Lynch had worked for the Pennsylvania Department of Aging, where he helped develop a prescription drug program for seniors. He was retired when he met Scott, who touted "safe" investments in coins, metals and stocks. Like Madoff, Scott presented clients with documents purporting to show high rates of return, Maryland authorities said. But in reality, they said, much of the clients' money was actually being spent on gambling trips and other personal expenses rather than in those illusory "safe" investments.
Today, Lynch is approaching his 80th birthday living in the rented first floor of someone else's house in Beaver, Pa.
He had to sell his own house after losing all but about $60,000 of his savings, which had come from a lifetime of work and what his father had left him in his will.

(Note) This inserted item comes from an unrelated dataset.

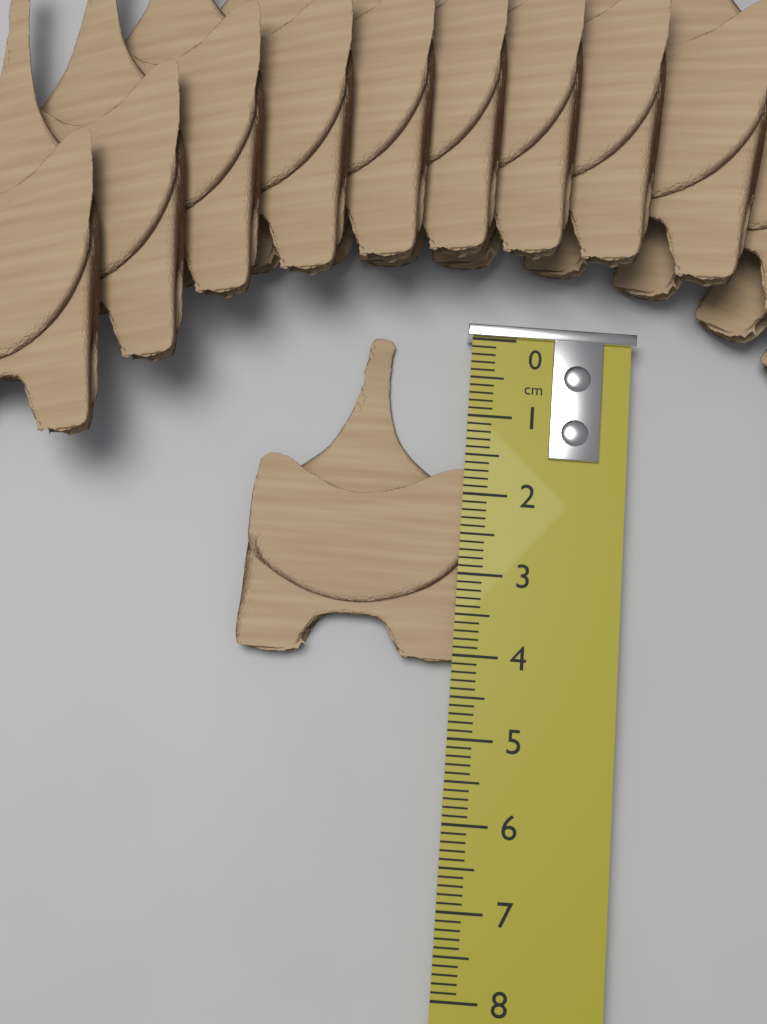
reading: 4.1 cm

He doesn't do the traveling that he anticipated he would do after retiring from his job with the state but considers himself lucky that Social Security payments allow him to keep a roof over his head and food on the table.
There were other terrible stories among Scott's victims: A young man whose parents had died in a plane crash lost the money they had left him and had to leave college. Clancy, who became friends with Scott after meeting him through mutual friends at an Orioles game, was particularly angered over the $100,000 he gave Scott to start a college fund for his best friend's children. The friend, whom Clancy had known since their days as classmates at Loyola High in Baltimore, had recently died, and the author had promised him he would take care of his kids.
"It's all really sad," Lynch said. "A lot of people ended up completely broke."
Now we're hearing the sad tales coming out of the Madoff scandal, particularly among the Jewish charities that trusted him, given his own philanthropy and his reputation on Wall Street, where he had once been NASDAQ chairman. Surely there's an especially horrible fate reserved for someone who, if the accusations turn out to be true, could rip off Elie Weisel, the Holocaust survivor whose foundation had the bulk of its assets, some $15 million, invested with Madoff.
How this could happen, and on such a huge scale, is no doubt a complicated thing. There surely was some greed involved in some cases, that allowed people to believe that their investments were growing even as the markets were faltering. There was the comfort factor, that people you knew, or at least knew of, were investing with the guy. And there is the question, now under investigation, of how federal regulators managed to miss such a large Ponzi scheme for so long.
But, in the end, I have to wonder how we can ever be protected from our own selves, or rather, those charming, convincing con artists that somehow burrow their way into our trust.
Richard Scott's victims all seemed rather wistful even after learning how they'd been bilked, remembering how much they enjoyed his friendship - the meals and parties they had shared, the sporting events and concerts they had attended, the way their kids called him "Uncle Richie."
Perhaps their affection was deepened by the fact that he was also making them money - or at least claiming to be making them money - and yet, it seemed no less genuine for whatever profit motive might have been mixed in there.
That, of course, only made it doubly crushing when the scheme and the friendship collapsed at the same time.
"Definitely it's a financial loss," as one of Scott's investors told us at the time, "but it's also a personal betrayal."